The audit called the Urban Economic Development Corp. negligent in its oversight of the project, and it recommended that the government label the UEDC a "high-risk" recipient if it applies for federal funds in the future. (Marshall and Payne could not be reached for comment.)
The audit also vindicated Swinson's role with the nonprofit. "[Swinson's] efforts to regain management control of the [Minority Business Development Center] were not supported by the rest of the UEDC board, and he has been effectively excluded from board actions since that time," the audit said.
Meanwhile, as the federal government was quietly wrapping up its investigation in April 1999, Marshall was fighting another battle at the local level. The San Francisco Redevelopment Agency had just completed its own management audit of Marshall's agency and was equally unimpressed, declaring that the nonprofit was not a "healthy organization," possessing neither a "strong sense of direction [n]or drive."
But the audit also pointed to a larger failing -- a grant-giving bureaucracy that rubber-stamped funding to favored organizations year after year with little oversight. The audit noted that most nonprofits thrive in a highly competitive "funding marketplace," requiring organizations to constantly re-evaluate and improve their programs. But the Urban Economic Development Corp., the audit said, does not compete in such an environment. Aside from the large federal award, it had been receiving the same grants from the city for years, and this funding "seems to have been virtually guaranteed," the audit said, encouraging a culture of complacency.
This stagnation is not unique to the UEDC, according to others who work in the nonprofit world. Affirmative action organizations across the country have fallen into a similar malaise.
"These programs can do a good job," says Harold Yee, director of Asian Inc., another economic development nonprofit in the city. "But like so many other projects under the federal government, the system gets prostituted."
Yee has worked on minority equity issues since Lyndon Johnson's "Great Society" program. What began as a bold idea to give a boost to minority businesses, he says, has become ghettoized -- and untouchable. "It's become too political for anyone to kill," he says. "Now the government's attitude is, "We'll feed you, but we won't pay any attention to you.' Thus the programs have become very ineffective, and sometimes corrupt."
Marshall resigned from his post on the Human Rights Commission last year and quickly became an outspoken critic of the agency. "You can't pretend to be a marriage counselor and beat your wife behind closed doors," Marshall once said, describing the Human Rights Commission's management. He also told reporters that he had been interviewed by the FBI regarding possible wrongdoing within the department's minority contracting program.

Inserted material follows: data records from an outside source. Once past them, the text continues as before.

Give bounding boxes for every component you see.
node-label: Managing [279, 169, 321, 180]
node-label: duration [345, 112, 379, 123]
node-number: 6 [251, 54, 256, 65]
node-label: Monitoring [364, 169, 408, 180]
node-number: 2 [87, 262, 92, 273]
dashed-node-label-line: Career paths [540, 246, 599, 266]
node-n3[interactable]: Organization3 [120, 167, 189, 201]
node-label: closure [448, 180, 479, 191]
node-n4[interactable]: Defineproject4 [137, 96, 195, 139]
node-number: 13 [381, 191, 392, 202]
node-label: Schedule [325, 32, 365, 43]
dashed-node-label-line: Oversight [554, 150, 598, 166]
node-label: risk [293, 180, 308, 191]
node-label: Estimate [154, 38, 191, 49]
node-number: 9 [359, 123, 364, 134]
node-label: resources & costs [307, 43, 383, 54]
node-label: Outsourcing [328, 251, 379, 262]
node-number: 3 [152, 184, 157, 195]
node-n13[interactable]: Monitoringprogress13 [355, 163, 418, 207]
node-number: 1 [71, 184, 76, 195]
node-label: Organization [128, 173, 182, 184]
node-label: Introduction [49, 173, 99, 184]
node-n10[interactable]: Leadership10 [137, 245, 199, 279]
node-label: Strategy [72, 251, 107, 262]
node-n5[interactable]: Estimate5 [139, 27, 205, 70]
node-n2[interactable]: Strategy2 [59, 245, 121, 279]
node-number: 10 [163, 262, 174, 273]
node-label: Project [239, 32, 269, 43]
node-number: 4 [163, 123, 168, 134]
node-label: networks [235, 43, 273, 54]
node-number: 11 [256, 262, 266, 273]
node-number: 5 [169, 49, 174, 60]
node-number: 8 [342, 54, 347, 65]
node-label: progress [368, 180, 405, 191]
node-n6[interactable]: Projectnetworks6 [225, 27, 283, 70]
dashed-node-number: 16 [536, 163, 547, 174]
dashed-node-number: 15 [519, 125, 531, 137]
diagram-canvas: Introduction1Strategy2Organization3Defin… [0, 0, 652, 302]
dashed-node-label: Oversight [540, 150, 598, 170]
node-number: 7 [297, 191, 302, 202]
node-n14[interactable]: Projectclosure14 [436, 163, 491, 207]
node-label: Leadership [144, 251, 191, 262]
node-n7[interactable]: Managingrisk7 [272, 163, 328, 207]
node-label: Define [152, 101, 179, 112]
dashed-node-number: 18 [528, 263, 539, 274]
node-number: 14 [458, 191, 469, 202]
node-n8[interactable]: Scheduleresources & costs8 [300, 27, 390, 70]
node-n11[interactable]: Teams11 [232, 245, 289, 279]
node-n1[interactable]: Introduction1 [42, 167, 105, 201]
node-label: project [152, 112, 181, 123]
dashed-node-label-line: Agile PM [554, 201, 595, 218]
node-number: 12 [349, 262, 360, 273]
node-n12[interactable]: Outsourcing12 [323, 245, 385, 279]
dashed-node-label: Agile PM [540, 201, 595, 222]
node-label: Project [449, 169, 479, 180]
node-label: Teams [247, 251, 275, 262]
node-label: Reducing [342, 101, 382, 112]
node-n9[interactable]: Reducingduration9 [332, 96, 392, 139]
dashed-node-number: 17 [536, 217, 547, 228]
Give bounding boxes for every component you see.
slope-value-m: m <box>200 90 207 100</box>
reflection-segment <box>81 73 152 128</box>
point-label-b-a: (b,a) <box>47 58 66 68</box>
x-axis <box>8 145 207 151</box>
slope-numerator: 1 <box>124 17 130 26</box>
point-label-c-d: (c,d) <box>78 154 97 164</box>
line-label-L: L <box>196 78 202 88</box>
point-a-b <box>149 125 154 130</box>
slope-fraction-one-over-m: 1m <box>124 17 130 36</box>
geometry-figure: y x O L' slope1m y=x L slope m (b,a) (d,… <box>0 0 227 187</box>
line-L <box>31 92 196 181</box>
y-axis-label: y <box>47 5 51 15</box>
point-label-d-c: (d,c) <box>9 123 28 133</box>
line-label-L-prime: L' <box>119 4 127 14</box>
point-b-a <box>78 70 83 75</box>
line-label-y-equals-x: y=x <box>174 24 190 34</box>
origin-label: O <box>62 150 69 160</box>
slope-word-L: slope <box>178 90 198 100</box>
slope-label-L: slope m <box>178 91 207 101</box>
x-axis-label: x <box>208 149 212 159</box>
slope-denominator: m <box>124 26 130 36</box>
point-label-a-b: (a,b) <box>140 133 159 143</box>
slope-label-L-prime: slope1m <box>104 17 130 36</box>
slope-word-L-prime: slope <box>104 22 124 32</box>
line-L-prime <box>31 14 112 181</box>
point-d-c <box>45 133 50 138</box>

Then, in an interesting choice of timing, this summer the city yanked all its funding from the Urban Economic Development Corp., forcing the nonprofit to close its doors. Marshall and his nonprofit's board members claim it is a political payback. He might be right. It was hardly a secret that the federal government was scrutinizing Marshall's agency, but the mayor didn't question the management of the nonprofit until Marshall announced he was talking with federal authorities.
The story of the Urban Economic Development Corp., however, transcends the banality of local politics. While the local newspapers have portrayed Marshall as a whistle-blower sticking up for the rights of minority contractors, he was also allowing his own program to go to seed.
"It all makes me a bit queasy," says Swinson, who has decided to stay out of politics and stick with his retirement plans of travel and relaxation. "These guys make these grand speeches at the government conventions, talking about equality. They demand funding to help the poor and downtrodden, but they know the money will be there. Maybe some of it will get stolen, but it's all right as long as nobody gets caught. Then when somebody like me comes along and doesn't go along with the program, everybody starts running for cover."